Home > Positioning > Subjects > Political philosophy > Liberty and the self
Liberty and the self
What it is to be free, and what kind of self is doing the being-free, are the two questions of this branch — and they turn out to be one question seen twice. A theory of liberty presupposes a picture of the self whose liberty is at stake; an argument about the self carries a politics of what may be demanded of it. The disputes here are where those pictures clash.
Three concepts of liberty
Isaiah Berlin’s “Two Concepts of Liberty” (1958) drew the distinction the field still works from. Negative liberty is the absence of interference — freedom as the space within which one is left alone to act, bounded only where it would impede another. Positive liberty is the presence of self-mastery — freedom as the capacity for self-direction, being one’s own master rather than driven by forces one disowns. Berlin’s warning was that positive liberty, innocent in itself, can be turned: once freedom is identified with a “higher” or “rational” self, an authority can claim to free people against their will by aligning them with what they would want if only they were wise enough — coercion rebranded as liberation.

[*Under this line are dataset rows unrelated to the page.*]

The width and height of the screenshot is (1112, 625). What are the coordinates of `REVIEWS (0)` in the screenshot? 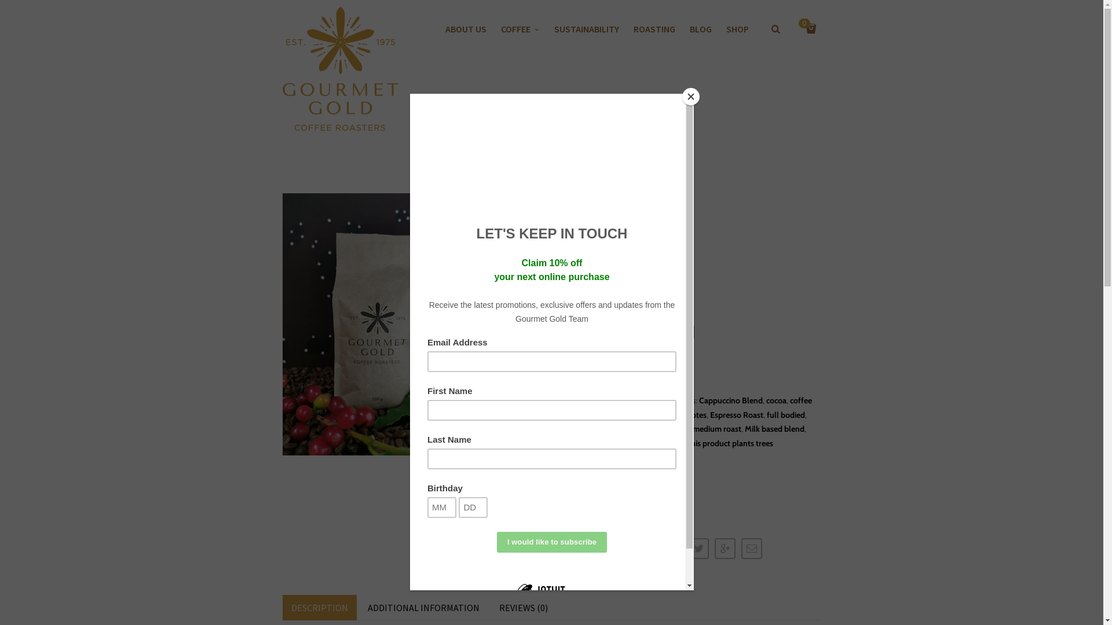 It's located at (523, 608).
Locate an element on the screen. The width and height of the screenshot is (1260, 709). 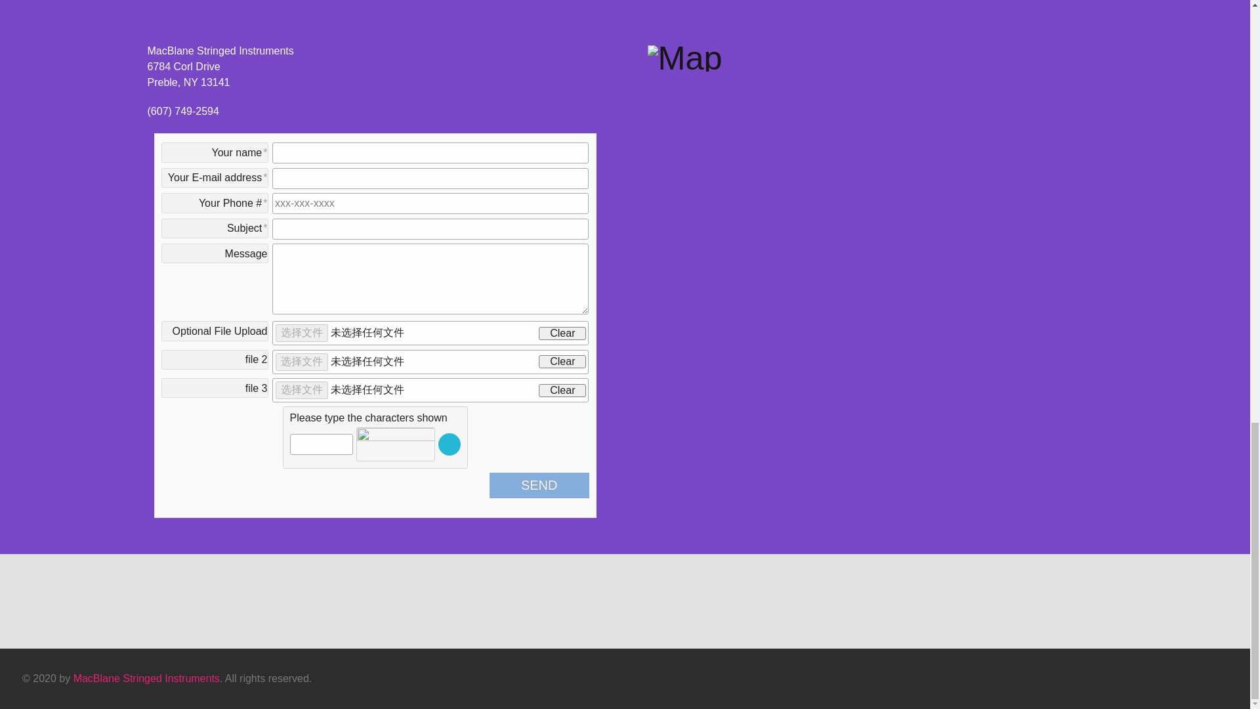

A third concept reframes the choice. The republican tradition, recovered by Quentin Skinner and given systematic form by Philip Pettit (Republicanism, 1997), defines freedom as non-domination: not the absence of interference but the absence of subjection to arbitrary power. The test case is the benevolent master who never interferes — on the negative view his contented slave is free, since unimpeded; on the republican view the slave is unfree all the same, because he lives at another’s mercy, his liberty a gift that could be withdrawn. Non-domination demands not just that no one interferes but that no one could interfere arbitrarily — which turns freedom into a matter of institutions, the rule of law and accountable power, rather than merely of being let alone.
The liberal self
Liberalism’s account of the self underwrites its politics. The liberal subject is, in the first instance, an individual: prior to its social roles, a bearer of rights, the author of its own conception of the good. Mill’s On Liberty (1859) gives the canonical defence — the harm principle, that power may be exercised over a member of society against their will only to prevent harm to others, and the case for individuality and diversity as conditions of human flourishing. Rawls’s veil of ignorance abstracts the self from its particular attachments precisely to find principles no one could reject on the basis of where they happen to stand. The strength of the picture is its neutrality: by not presupposing any one conception of the good life, a liberal order claims to leave room for all of them.
The communitarian reply
The communitarian critics of the 1980s argued that this neutral, prior self is a fiction, and a consequential one. Michael Sandel (Liberalism and the Limits of Justice, 1982) pressed the charge directly: the self behind the veil of ignorance, stripped of its attachments and ends, is too thin to be anyone — real selves are encumbered, partly constituted by loyalties and commitments they did not choose and could not shed without ceasing to be themselves. Alasdair MacIntyre (After Virtue, 1981) argued that moral reasoning is unintelligible outside a tradition and a narrative that give the agent’s life its shape. Charles Taylor traced how identity is formed dialogically, in relation to others and to shared frameworks of meaning, not assembled by a self that precedes them. Michael Walzer located justice in the shared understandings of a particular community rather than in principles chosen from nowhere.
The dispute that follows — the liberal–communitarian debate — is one of the field’s defining fronts. Its real question is whether justice can be neutral about the good, or whether any workable politics must presuppose some shared conception of how to live. It is not cleanly won. Rawls’s Political Liberalism (1993) can be read as conceding part of the charge — dropping the comprehensive picture for a strictly political conception that asks only for an overlapping consensus among divergent doctrines — while liberals reply that the communitarian, pressed, either collapses into relativism (each community just to its own lights) or smuggles back the universal standards it denied. The communitarians, in turn, deny both. The self that politics is built for remains contested, and with it the kind of freedom such a self can have.